Among the first of the non-official civilians to leave the white ship was a young Polish-American girl who told of losing her fiance in the invasion of Poland, and of her flight through the countryside.
Marie Tomezak, 26, daughter of John and Agnes Tomezak, of Pittsburgh, Pa., disembarked wearing a shabby coat, an ersatz material dress and sweater--all she brought with her after almost five years of internment in Poland, and said she was headed straight for Pittsburgh--to get a job in a war plant.

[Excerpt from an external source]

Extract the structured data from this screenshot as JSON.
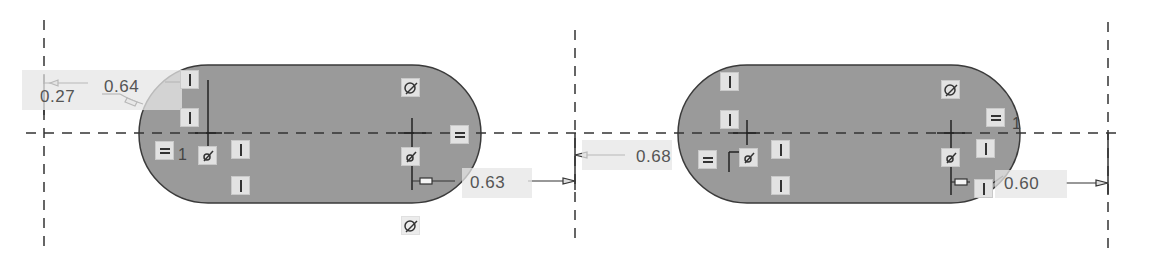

She had been in Poland in 1938, met and fell in love with a young man, returned to America for her trousseau and returned to Poland in 1939, just two weeks before the German invasion. Her fiance, called to the colors, was killed. Because she had come to Poland such a short time before, she was placed under strict surveillance by the Gestapo.
One day, she said, German soldiers approached her and said they would take her to a hotel. She said she fled and told of hiding out in cowbarns, taking her food wherever she could find it, from March until August, 1942, when she thought it might be safe to return to her relatives. She was picked up and sent to the internment camp at Liebenau.
Taylor Henry, Associated Press bureau chief at Vichy, who was interned at Baden-Baden, reported that German morale was good "because there is desperation behind it--the Germans are scared to quit."
"We have to break them down by force of arms," Henry said. "We can't possibly hope for a repetition of 1918, when Germany collapsed."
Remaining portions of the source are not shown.